In general, I agree. There's a certain art to keeping track of what's added to the literature with each new game.
However, up to this point, each race has reflected a major player in Tamerilic politics. With the notable special case of the Orcs, they all have provinces of their own, and their own distinct kingdoms. Asking for a new race would be a fundamental break with that pattern.
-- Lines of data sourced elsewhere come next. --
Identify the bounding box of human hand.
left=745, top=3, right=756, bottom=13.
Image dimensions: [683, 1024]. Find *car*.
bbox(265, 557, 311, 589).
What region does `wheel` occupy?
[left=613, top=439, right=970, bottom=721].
Ultimately, it boils down to players wanting to be special unique snowflakes, and having some new background to set them apart. Which is a pretty poor justification for a major lore revision like introducing a new playable race. If someone wants more playable races in TES, the answer is probably to go back, and set the games earlier in the timeline, rather than grafting one in with ESO. That said, maybe TES6 will let you play as a Falmer, I don't know.WhitePawPrints wrote: »Werewolves are well documented and survive the second era's "dark age". Lilmothiit have very little mentions, as I've quoted game material in a previous thread. Lore can be created and added to the game in such ways that it won't break any lore, or any reason why the race is so rarely mentioned. The Knahaten Flu and Lilmothiit, in my source materials, have not been mentioned in the same sentence, but no one is known to have seen the race since the disease.
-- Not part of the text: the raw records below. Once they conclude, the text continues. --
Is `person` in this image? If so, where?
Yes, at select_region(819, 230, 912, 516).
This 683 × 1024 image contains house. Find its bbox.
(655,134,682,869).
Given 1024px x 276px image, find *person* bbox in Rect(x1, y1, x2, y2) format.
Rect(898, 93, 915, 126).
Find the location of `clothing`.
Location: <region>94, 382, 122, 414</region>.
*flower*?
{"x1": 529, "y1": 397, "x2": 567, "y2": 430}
The hard citation link on that would be "Lady Laurent" from the Loremaster Q&A rounds awhile back.Ah, the late, lamented, and now lost Lilmothiit! By all accounts, the entire race did succumb to the terrible Knahaten Flu, and we shall never now speak to a living member of the Fox-Folk. However, we can rejoice in the fact that they have undoubtedly left newly-empty and untouched settlements behind them, and thus we can bring the Lilmothiit back to life through the discipline of archeology! Of course, they lived on the remote and opposite side of Tamriel from High Rock, so they are almost unknown to us Breton scholars—but I plan to personally remedy this lack! After visiting the Gold Coast, I hope to continue by sea to Leyawiin, and then journey overland to Murkmire in Black Marsh. Then we shall see what we can find!
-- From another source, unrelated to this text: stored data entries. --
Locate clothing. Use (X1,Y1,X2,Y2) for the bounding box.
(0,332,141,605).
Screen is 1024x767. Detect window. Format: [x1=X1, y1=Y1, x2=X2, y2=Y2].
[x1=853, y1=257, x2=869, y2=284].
UESP has a link here. It does sound like ZOS intends to throw some Lilmothiit content into Murkmire, but I doubt it'd be, "oh, hey, you can play them now." There's also more information on the subject in the original post.WhitePawPrints wrote: »Diseases have been credited with the destruction of cultures before, without actually wiping them out; just making them incapable of having a sustainable population. The only way that I see having them in the game would be to have their presence minimal and for their presence on the lore to be more secretive, reclusive and isolated while they are trying to escape Tamriel with any of their survivors. That'd explain why they're not seen from this point on, and leave an opening of bringing them back if they were to become the 11th playable race of Elder Scrolls.
Maybe as a player, you're goal in a quest line is to help keep the migration of the race a secret because their survival depends on it (maybe they're being persecuted by slavers since slavers would know how rare they would become, and how valuable they would become).
If there is an 11th race added in a future title, I kind of doubt it will be the Lilmothiit. I'd honestly be less surprised by the Akaviri races popping up, or one of the other elven races.